Picture
  • Taschen has just published Camera Work: The Complete Illustrations 1903-1917,with a text by Pam Roberts of the Royal Photographic Society. Color enhances the quality of these illustrations, small though they may be. Selected texts from Camera Work are reproduced in facsimile.
  • Collectors may be interestedin the December l997 catalogue issued by the Lee Gallery, Winchester, MA featuring Camera Work and other photogravures. The Howard Greenberg Gallery in New York City is another good source for this kind of material.
  • Professor Melinda Boyd Parsons of Memphis State University is writing a book length study of the Anglo-American painter Pamela Colman Smith, the first non-photographic artist to exhibit at 291.
     
  • The highly successful Pictorialism Into Modernism: The Clarence White School of Photography, with a catalogue of the same name (Rizzoli) is still on the road, ending at the Carleton University Art Gallery, Ottawa, on April 26th, 1998.
     
  • Christian A. Peterson's exhibition, After the Photo-Secession: American Pictorial Photography, 1910-1955, with accompanying catalogue opened in Minneapolis on February 8th, 1997 and will close, after traveling to the McNay Art Museum in San Antonio, Texas on October 17th, 1999.
     
  • The New Pictorialist Society, while no longer producing a periodical, is still functioning.  This organization's publications are a key source for early techniques.
     
  • Professor Melinda Boyd Parsons of Memphis State University is writing a book length study of the Anglo-American painter Pamela Colman Smith, the first non-photographic artist to exhibit at 291.
     
  • Perry Miller Adato of WNET, New York is preparing a film biography of Alfred Stieglitz for the American Masters Series.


> _Requirement_: Everything in the listing below must be set down again exactly.
● ● ●
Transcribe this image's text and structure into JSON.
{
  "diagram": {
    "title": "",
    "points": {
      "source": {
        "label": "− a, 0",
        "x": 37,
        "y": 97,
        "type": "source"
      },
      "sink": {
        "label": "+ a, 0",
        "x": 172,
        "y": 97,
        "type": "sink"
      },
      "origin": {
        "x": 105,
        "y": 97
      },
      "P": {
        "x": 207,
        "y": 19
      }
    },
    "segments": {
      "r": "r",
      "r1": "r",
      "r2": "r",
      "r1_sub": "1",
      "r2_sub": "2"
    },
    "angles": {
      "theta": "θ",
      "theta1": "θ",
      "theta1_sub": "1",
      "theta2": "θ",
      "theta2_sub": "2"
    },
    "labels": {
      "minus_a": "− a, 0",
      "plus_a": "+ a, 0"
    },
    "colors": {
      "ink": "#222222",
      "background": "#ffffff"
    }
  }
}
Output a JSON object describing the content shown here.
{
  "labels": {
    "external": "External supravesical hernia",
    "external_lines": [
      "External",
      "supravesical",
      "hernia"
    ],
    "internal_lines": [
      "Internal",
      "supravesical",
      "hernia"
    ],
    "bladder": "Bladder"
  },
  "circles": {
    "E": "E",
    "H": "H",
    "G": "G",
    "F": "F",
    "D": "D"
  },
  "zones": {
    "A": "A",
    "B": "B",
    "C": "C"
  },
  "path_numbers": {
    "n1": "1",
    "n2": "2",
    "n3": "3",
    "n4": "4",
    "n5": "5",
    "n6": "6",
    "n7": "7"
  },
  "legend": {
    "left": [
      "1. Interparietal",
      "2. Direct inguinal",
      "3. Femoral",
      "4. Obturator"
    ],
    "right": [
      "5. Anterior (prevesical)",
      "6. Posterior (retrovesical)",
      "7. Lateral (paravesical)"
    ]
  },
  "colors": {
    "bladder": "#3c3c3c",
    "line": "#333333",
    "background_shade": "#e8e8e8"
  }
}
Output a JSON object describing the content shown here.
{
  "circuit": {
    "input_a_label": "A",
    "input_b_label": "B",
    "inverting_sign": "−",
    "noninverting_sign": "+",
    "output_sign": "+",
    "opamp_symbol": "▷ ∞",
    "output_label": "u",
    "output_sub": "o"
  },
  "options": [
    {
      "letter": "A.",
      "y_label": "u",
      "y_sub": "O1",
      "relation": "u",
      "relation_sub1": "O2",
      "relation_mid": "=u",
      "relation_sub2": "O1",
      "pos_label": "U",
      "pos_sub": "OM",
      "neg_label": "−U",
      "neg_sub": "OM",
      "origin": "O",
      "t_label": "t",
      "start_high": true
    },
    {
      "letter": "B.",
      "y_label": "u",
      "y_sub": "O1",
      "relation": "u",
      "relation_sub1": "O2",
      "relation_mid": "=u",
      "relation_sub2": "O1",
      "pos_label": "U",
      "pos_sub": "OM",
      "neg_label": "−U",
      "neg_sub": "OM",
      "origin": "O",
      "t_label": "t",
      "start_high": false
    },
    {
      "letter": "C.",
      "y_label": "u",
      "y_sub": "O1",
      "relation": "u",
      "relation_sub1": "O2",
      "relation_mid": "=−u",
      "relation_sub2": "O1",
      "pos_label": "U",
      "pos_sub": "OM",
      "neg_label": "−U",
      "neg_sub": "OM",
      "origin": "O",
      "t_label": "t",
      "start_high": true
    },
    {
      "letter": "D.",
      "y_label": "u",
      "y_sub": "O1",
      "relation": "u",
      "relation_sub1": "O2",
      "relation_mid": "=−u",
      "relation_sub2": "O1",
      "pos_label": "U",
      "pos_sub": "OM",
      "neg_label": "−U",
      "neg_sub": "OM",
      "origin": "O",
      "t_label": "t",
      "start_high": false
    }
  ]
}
● ● ●
> _Exercise output_:
Transcribe this image's text and structure into JSON.
{
  "diagram": {
    "title": "",
    "points": {
      "source": {
        "label": "− a, 0",
        "x": 37,
        "y": 97,
        "type": "source"
      },
      "sink": {
        "label": "+ a, 0",
        "x": 172,
        "y": 97,
        "type": "sink"
      },
      "origin": {
        "x": 105,
        "y": 97
      },
      "P": {
        "x": 207,
        "y": 19
      }
    },
    "segments": {
      "r": "r",
      "r1": "r",
      "r2": "r",
      "r1_sub": "1",
      "r2_sub": "2"
    },
    "angles": {
      "theta": "θ",
      "theta1": "θ",
      "theta1_sub": "1",
      "theta2": "θ",
      "theta2_sub": "2"
    },
    "labels": {
      "minus_a": "− a, 0",
      "plus_a": "+ a, 0"
    },
    "colors": {
      "ink": "#222222",
      "background": "#ffffff"
    }
  }
}
Output a JSON object describing the content shown here.
{
  "labels": {
    "external": "External supravesical hernia",
    "external_lines": [
      "External",
      "supravesical",
      "hernia"
    ],
    "internal_lines": [
      "Internal",
      "supravesical",
      "hernia"
    ],
    "bladder": "Bladder"
  },
  "circles": {
    "E": "E",
    "H": "H",
    "G": "G",
    "F": "F",
    "D": "D"
  },
  "zones": {
    "A": "A",
    "B": "B",
    "C": "C"
  },
  "path_numbers": {
    "n1": "1",
    "n2": "2",
    "n3": "3",
    "n4": "4",
    "n5": "5",
    "n6": "6",
    "n7": "7"
  },
  "legend": {
    "left": [
      "1. Interparietal",
      "2. Direct inguinal",
      "3. Femoral",
      "4. Obturator"
    ],
    "right": [
      "5. Anterior (prevesical)",
      "6. Posterior (retrovesical)",
      "7. Lateral (paravesical)"
    ]
  },
  "colors": {
    "bladder": "#3c3c3c",
    "line": "#333333",
    "background_shade": "#e8e8e8"
  }
}
Output a JSON object describing the content shown here.
{
  "circuit": {
    "input_a_label": "A",
    "input_b_label": "B",
    "inverting_sign": "−",
    "noninverting_sign": "+",
    "output_sign": "+",
    "opamp_symbol": "▷ ∞",
    "output_label": "u",
    "output_sub": "o"
  },
  "options": [
    {
      "letter": "A.",
      "y_label": "u",
      "y_sub": "O1",
      "relation": "u",
      "relation_sub1": "O2",
      "relation_mid": "=u",
      "relation_sub2": "O1",
      "pos_label": "U",
      "pos_sub": "OM",
      "neg_label": "−U",
      "neg_sub": "OM",
      "origin": "O",
      "t_label": "t",
      "start_high": true
    },
    {
      "letter": "B.",
      "y_label": "u",
      "y_sub": "O1",
      "relation": "u",
      "relation_sub1": "O2",
      "relation_mid": "=u",
      "relation_sub2": "O1",
      "pos_label": "U",
      "pos_sub": "OM",
      "neg_label": "−U",
      "neg_sub": "OM",
      "origin": "O",
      "t_label": "t",
      "start_high": false
    },
    {
      "letter": "C.",
      "y_label": "u",
      "y_sub": "O1",
      "relation": "u",
      "relation_sub1": "O2",
      "relation_mid": "=−u",
      "relation_sub2": "O1",
      "pos_label": "U",
      "pos_sub": "OM",
      "neg_label": "−U",
      "neg_sub": "OM",
      "origin": "O",
      "t_label": "t",
      "start_high": true
    },
    {
      "letter": "D.",
      "y_label": "u",
      "y_sub": "O1",
      "relation": "u",
      "relation_sub1": "O2",
      "relation_mid": "=−u",
      "relation_sub2": "O1",
      "pos_label": "U",
      "pos_sub": "OM",
      "neg_label": "−U",
      "neg_sub": "OM",
      "origin": "O",
      "t_label": "t",
      "start_high": false
    }
  ]
}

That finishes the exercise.